In early 2020, Bob Iger told The Ringer’s Bill Simmons that “If you’re running a business in a dynamic world, and you try to maintain any kind of status quo, you will become irrelevant.” Hence, purchasing BAM Tech to launch Disney+ on and ending a $250 million licensing deal with Netflix. So far, that’s worked out better than expected for Disney. When it comes to sports, Iger specifically noted that ESPN at the time was still “delivering a fair amount of profitability to ESPN,” and ESPN+ was too small to switch everything over.

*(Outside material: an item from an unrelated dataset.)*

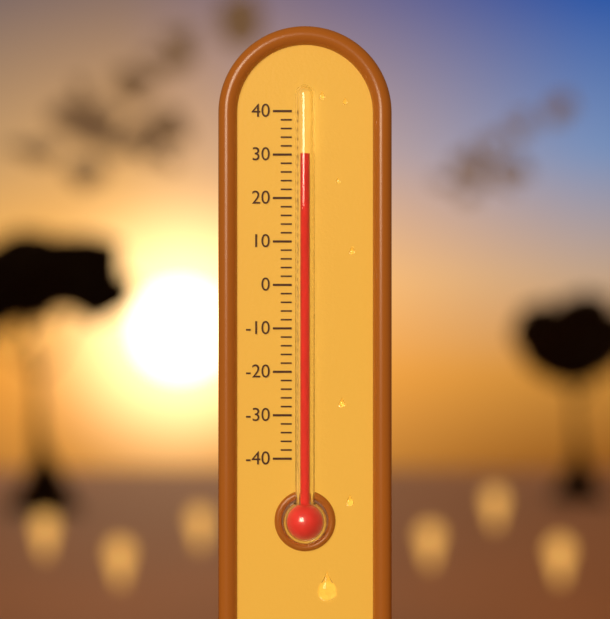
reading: 30 (no unit)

Monday Night Football can’t leave ESPN, but the Sunday Ticket can pick up some additional ESPN+ subscribers, and Disney can use other licensing to keep them there while figuring out what to do with ESPN and an aging out customer base. Disney+ will have exclusive PGA Tour Live rights in 2022, hoping that offering a different array of exclusive, popular niche sports will continue growing its base.
ESPN+’s place is still being figured out, but it’s Disney experimenting with what works and what doesn’t while racing against the clock. Nathanson pointed out that “linear TV ratings continue [to] shift to older and older viewers, with 65% of all cable network viewers now over the age of 50.” The share of cable viewership by people in the 50+ demographic have grown “1,900 basis points over the last five years,” according to Nathanson’s report, while share of viewership for people aged 2-17 and 18-49 have fallen 1,000 basis points in each demographic. Those with cable subscriptions, including ESPN packages, which remains profitable right now, are dwindling. Like Mulan and Raya, Disney can use Sunday Night Football to see what might happen next before ESPN totally runs out of time.

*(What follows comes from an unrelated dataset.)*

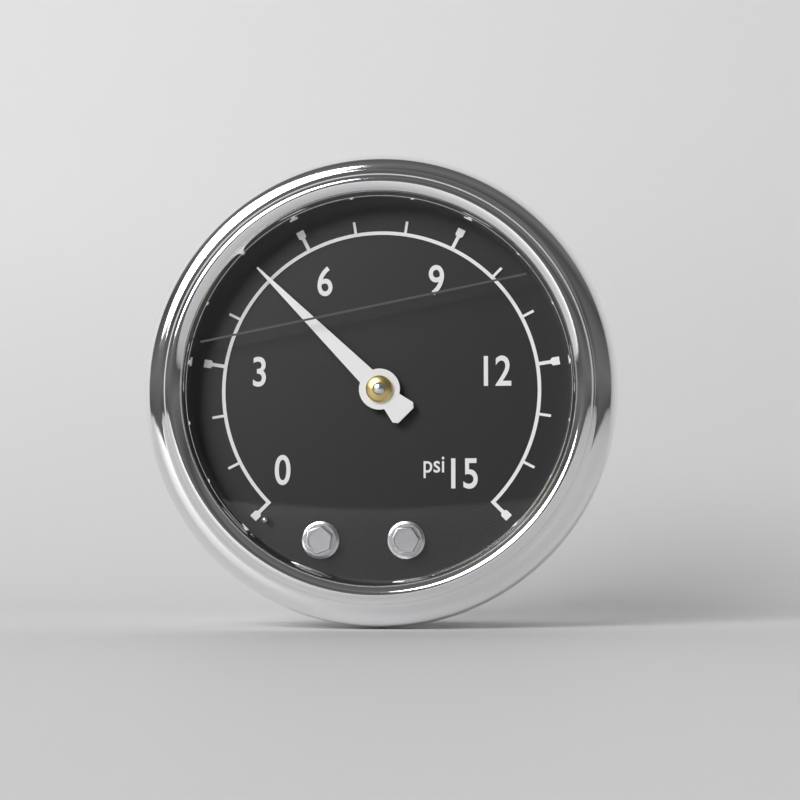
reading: 5 psi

Things are ultimately and inevitably changing — Jimmy Pitaro is ESPN’s president, but he still reports to Kareem Daniel, the new head of Media and Entertainment at Disney, and CEO Bob Chapek. In the John Skipper era, the former head of ESPN didn’t need approval from others at Disney for licensing agreements, according to The Information. That’s no longer the case with Pitaro and his ESPN team. It’s not all gloom and doom for ESPN, not by a long shot. Just like every other part of Disney’s business, the goal is determining how to make sense of determining where premium content goes as aging distribution mediums become more of a concern in an accelerated moment.
Unless there's been some huge reorg announcement I missed, I think Pitaro, like the rest of the content engines at the company, still reports to Chapek. Daniel has inherited the distribution portion of the ESPN empire, which now reports up through Debra O'Connell.